Saturday, January 18, 2014

The Past Movie Review

Further cementing himself as Iran’s (or anywhere’s) best director of taut human drama, Asghar Farhadi gives us an excellent follow up to A Separation, the film that won the Oscar for Foreign Language Film and made many critics’ top ten lists (including my own) two years ago. The Past is a masterful display of a great writer at work. Starting from the classical position of staging drama in a condensed period of time, it takes place over a handful of days during which enough secrets, emotions, and hidden motivations are revealed to fill a couple more movies.


Ahmad (Ali Mosaffa) returns from Tehran to France at the request of his estranged wife, Marie (Bérénice Bejo), to finalize their divorce so that she can marry Samir (Tahar Rahim). Her daughters from her marriage prior to Ahmad, have wildly different reactions to the impending nuptials. Léa, the younger girl, hardly has much to say on the subject. She is content to have a playmate in Fouad, her soon-to-be stepbrother. On the other hand, Lucie (Pauline Burlet), the sixteen-year old, sees right through what’s going on. She loves Ahmad like a father and doen’t want to lose him, but she also questions Samir’s character. She sees only a man whose wife (and Fouad’s mother) lies in a coma from a suicide attempt.

The longer Ahmad stays in the home of his ex-wife and her new lover (which used to be Ahmad’s home), the more is revealed and the more he learns about everyone’s reasons for their behavior. Why does Marie want to marry Samir now? Why is Lucie so terribly angry at Samir and her own mother? Farhadi’s screenplay brilliantly and deliberately extracts the details with painstaking precision. He also crafts characters that are truly human. Marie is a deeply flawed woman. She makes questionable decisions as a mother and we might even paint her as selfish, but Farhadi never turns her in o a monster. Bejo’s performance is what holds the entire thread together. Farhadi uses that quality of likability that she has, what we saw in The Artist, and subverts it by casting her in this role. We expect her, based on our cultural values of how a mother should behave, to make the right decisions. So when she acts in her own self interest we feel conflict within ourselves about our feelings toward her.

This is as much a character study as it is a mystery. Farhadi loves these human mysteries that are never fully resolved just the way a human life and all the events and curiosities that comprise it are never really completed. This time he is exploring the ways our past decisions and actions have far-reaching consequences that we never intended or even imagined. As Ahmad digs deeper into the circumstances of Samir’s and Marie’s affair and the suicide attempt, he discovers that choices made, in some cases in the recent past, have deeply impacted others today in unimaginable ways. Ahmad may have thought he left his past life behind, but he learns how embroiled he is in the lives of his former family. When he walks off at the end, we have to wonder, as I’m sure he must, if he is closing the book on this chapter of his life. Or will this week become a series of events that continues to inform and affect the rest of his life.

Curiously, the final moments of the film don’t involve either Ahmad or Marie, who are the principal characters throughout. It closes on Samir and his hospitalized wife in a quiet moment. He is there for a specific reason. Very gently, the camera shifts its position and almost reveals a key to unlocking part of the film’s mystery. As in A Separation, Farhadi is not at all interested in closing all the gaps. It’s the questions and uncertainty that drive him to these fascinating and beautifully told tales.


[Task to complete]: Copy all data exactly. Skip pictures.

[Dataset entries]:
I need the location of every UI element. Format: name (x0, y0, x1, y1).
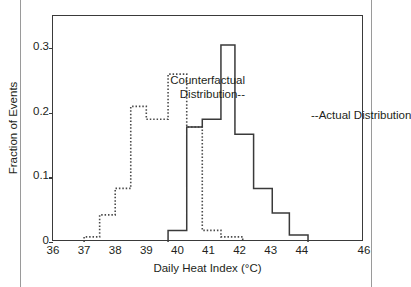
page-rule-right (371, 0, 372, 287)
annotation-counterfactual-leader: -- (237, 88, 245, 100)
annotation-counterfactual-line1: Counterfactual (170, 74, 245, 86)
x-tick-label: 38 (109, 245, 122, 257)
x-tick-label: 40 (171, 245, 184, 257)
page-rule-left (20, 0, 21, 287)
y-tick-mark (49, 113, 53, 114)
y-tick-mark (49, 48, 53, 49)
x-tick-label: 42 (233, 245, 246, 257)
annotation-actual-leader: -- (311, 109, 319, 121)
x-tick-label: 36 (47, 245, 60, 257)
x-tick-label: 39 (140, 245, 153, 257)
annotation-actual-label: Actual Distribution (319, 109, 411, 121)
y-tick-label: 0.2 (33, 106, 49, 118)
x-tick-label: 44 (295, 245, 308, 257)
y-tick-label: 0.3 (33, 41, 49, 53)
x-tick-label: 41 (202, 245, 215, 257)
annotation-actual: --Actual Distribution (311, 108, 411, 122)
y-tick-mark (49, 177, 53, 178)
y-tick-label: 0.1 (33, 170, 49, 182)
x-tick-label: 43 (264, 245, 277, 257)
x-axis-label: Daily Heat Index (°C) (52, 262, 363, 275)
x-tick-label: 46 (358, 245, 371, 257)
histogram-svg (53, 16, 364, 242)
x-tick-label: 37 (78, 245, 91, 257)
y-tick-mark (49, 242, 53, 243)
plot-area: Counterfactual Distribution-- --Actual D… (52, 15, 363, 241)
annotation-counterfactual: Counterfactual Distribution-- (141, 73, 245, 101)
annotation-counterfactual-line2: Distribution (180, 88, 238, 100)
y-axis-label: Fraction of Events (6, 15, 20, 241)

[Response]:
I need the location of every UI element. Format: name (x0, y0, x1, y1).
page-rule-right (371, 0, 372, 287)
annotation-counterfactual-leader: -- (237, 88, 245, 100)
annotation-counterfactual-line1: Counterfactual (170, 74, 245, 86)
x-tick-label: 38 (109, 245, 122, 257)
x-tick-label: 40 (171, 245, 184, 257)
page-rule-left (20, 0, 21, 287)
y-tick-mark (49, 113, 53, 114)
y-tick-mark (49, 48, 53, 49)
x-tick-label: 42 (233, 245, 246, 257)
annotation-actual-leader: -- (311, 109, 319, 121)
x-tick-label: 36 (47, 245, 60, 257)
x-tick-label: 39 (140, 245, 153, 257)
annotation-actual-label: Actual Distribution (319, 109, 411, 121)
y-tick-label: 0.2 (33, 106, 49, 118)
x-tick-label: 44 (295, 245, 308, 257)
y-tick-label: 0.3 (33, 41, 49, 53)
x-tick-label: 41 (202, 245, 215, 257)
annotation-actual: --Actual Distribution (311, 108, 411, 122)
y-tick-mark (49, 177, 53, 178)
y-tick-label: 0.1 (33, 170, 49, 182)
x-tick-label: 43 (264, 245, 277, 257)
x-axis-label: Daily Heat Index (°C) (52, 262, 363, 275)
x-tick-label: 46 (358, 245, 371, 257)
histogram-svg (53, 16, 364, 242)
x-tick-label: 37 (78, 245, 91, 257)
y-tick-mark (49, 242, 53, 243)
plot-area: Counterfactual Distribution-- --Actual D… (52, 15, 363, 241)
annotation-counterfactual: Counterfactual Distribution-- (141, 73, 245, 101)
annotation-counterfactual-line2: Distribution (180, 88, 238, 100)
y-axis-label: Fraction of Events (6, 15, 20, 241)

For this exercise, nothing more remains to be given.